Understanding DIP 1000 semantics -- Where's the bug?
Meta
jared771 at gmail.com
Mon Sep 23 19:10:25 UTC 2019
On Monday, 23 September 2019 at 18:46:40 UTC, Meta wrote:
> AFAICT, according to dip1000 this code should not allow the
> result of `foo(x)` to be assigned to p, as it has a longer
> lifetime. Likewise, it should not allow foo to return &x
> without the parameter being annotated with `return`. This looks
> like a bug in the implementation.
Specifically, this breaks rule 1 from DIP1000:
A scope variable can only be initialized and assigned from values
that have lifetimes longer than the variable's lifetime. (As a
consequence a scope variable can only be assigned to scope
variables that have shorter lifetime.)
This rule is broken by `p = foo(x)`, since p has a longer
lifetime than x. Marking the `ref int x` parameter of foo
`scope`, `return scope` or `scope return` did not help, but
marking it as `return` *did* cause the compiler to correctly
reject this code. Also changing foo to:
int* foo(ref int x)
{
return &x;
}
OR
int* foo(int* x)
{
return x;
}
...
p = foo(&x);
Causes the compiler to correctly reject this code, so the problem
seems to specifically be with returning the address of a ref
parameter stored in a local variable.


> Work task
In the data below, find each line carrying the string "компанію" and copy it out.

• • •

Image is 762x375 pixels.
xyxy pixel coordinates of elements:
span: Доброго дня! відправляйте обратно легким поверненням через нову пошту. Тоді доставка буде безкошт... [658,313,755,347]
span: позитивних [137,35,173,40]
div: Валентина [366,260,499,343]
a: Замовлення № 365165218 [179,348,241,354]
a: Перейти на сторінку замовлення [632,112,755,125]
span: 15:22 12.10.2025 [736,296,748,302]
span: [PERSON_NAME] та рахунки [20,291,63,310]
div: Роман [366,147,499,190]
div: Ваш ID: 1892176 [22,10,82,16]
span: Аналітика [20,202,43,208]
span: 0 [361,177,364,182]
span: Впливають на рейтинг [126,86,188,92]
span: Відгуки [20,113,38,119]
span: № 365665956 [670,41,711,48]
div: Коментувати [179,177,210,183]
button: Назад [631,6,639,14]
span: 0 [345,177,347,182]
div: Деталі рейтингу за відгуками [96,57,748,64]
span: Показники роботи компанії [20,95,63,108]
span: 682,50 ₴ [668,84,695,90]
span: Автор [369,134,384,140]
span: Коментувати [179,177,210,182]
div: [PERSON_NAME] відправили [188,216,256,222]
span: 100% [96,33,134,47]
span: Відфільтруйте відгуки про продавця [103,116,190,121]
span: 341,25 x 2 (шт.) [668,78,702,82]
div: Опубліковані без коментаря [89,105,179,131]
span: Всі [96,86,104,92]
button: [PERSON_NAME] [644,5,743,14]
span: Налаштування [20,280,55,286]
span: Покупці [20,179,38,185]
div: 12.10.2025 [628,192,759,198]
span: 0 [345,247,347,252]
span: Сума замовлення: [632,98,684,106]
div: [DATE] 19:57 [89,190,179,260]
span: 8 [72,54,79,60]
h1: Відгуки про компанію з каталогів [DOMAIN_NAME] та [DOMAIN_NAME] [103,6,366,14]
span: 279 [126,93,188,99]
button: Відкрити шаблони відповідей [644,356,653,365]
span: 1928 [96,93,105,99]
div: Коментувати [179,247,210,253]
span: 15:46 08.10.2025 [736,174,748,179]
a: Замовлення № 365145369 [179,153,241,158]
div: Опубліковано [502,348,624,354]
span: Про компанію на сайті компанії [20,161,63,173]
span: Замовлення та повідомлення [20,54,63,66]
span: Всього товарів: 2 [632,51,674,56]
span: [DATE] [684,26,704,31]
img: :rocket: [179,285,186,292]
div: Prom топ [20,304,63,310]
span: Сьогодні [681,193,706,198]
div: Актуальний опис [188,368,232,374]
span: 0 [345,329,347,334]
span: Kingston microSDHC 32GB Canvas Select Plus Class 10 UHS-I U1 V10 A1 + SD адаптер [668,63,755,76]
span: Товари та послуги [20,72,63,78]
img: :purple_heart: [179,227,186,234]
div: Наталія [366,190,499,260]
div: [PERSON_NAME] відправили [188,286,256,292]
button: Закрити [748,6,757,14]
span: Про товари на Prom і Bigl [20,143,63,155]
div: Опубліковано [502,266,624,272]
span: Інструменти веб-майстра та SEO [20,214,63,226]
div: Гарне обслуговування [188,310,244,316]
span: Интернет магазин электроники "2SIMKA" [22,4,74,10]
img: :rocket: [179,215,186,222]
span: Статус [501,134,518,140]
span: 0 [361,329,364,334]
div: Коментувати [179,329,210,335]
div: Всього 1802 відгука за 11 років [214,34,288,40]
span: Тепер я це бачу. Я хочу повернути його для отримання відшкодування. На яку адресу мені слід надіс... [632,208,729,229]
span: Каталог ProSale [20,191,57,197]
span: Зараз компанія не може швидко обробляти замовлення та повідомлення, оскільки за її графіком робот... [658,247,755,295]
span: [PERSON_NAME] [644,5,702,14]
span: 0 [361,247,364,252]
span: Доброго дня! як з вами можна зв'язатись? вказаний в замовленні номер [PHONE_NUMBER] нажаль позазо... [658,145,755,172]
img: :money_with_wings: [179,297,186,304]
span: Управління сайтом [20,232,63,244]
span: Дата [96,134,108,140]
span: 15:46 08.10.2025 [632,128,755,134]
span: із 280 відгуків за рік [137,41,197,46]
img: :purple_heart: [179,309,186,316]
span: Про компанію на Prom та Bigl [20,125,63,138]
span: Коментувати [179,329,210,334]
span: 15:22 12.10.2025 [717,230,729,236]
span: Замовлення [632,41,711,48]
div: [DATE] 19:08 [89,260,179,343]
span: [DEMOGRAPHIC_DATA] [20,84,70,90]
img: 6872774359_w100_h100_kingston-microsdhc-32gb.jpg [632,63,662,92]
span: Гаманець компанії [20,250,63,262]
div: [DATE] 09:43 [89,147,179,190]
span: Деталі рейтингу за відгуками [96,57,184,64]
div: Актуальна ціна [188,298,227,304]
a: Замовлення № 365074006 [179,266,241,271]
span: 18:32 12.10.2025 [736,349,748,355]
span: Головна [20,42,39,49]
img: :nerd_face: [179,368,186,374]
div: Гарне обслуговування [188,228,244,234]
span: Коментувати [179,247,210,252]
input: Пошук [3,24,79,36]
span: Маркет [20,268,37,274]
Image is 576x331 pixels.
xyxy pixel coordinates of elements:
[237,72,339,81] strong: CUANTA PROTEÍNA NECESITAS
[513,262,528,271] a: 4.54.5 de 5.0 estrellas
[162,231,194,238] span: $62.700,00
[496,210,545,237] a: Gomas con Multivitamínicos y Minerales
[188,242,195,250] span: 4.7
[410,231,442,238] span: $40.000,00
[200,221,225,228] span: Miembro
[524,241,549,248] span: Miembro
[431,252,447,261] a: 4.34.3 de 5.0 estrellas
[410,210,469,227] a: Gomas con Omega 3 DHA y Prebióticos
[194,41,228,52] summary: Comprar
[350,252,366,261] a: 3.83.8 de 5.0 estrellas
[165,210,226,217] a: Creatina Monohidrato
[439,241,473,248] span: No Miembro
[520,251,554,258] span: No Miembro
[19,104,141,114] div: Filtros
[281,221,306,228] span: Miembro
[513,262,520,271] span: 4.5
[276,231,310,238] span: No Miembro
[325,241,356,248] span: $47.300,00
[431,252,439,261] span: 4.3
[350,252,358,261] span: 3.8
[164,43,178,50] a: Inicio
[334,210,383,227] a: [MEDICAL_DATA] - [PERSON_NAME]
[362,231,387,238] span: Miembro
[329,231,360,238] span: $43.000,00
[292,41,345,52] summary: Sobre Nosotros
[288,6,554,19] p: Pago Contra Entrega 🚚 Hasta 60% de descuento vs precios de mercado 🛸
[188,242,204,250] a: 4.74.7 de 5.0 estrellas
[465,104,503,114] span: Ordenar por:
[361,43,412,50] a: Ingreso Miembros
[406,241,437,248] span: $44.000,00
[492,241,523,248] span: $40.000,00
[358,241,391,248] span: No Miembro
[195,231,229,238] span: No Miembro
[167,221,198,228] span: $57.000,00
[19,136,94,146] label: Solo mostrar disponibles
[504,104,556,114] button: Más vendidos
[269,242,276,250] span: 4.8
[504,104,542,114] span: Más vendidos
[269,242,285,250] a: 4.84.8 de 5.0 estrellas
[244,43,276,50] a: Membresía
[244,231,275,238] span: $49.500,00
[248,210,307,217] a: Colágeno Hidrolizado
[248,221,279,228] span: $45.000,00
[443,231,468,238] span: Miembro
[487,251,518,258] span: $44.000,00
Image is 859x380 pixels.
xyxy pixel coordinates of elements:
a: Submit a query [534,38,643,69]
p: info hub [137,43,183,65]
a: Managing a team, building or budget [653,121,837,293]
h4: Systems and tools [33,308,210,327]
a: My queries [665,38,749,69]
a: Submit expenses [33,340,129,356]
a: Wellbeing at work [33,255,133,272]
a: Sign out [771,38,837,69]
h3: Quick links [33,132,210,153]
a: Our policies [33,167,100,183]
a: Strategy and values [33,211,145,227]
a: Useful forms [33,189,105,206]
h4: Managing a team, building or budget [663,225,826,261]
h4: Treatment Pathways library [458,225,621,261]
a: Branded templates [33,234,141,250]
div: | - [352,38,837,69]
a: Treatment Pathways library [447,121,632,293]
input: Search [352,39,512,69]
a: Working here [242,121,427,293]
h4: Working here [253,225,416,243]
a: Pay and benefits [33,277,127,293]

• • •

> Solution to this exercise
h1: Відгуки про компанію з каталогів [DOMAIN_NAME] та [DOMAIN_NAME] [103,6,366,14]
span: Про компанію на сайті компанії [20,161,63,173]
span: Про компанію на Prom та Bigl [20,125,63,138]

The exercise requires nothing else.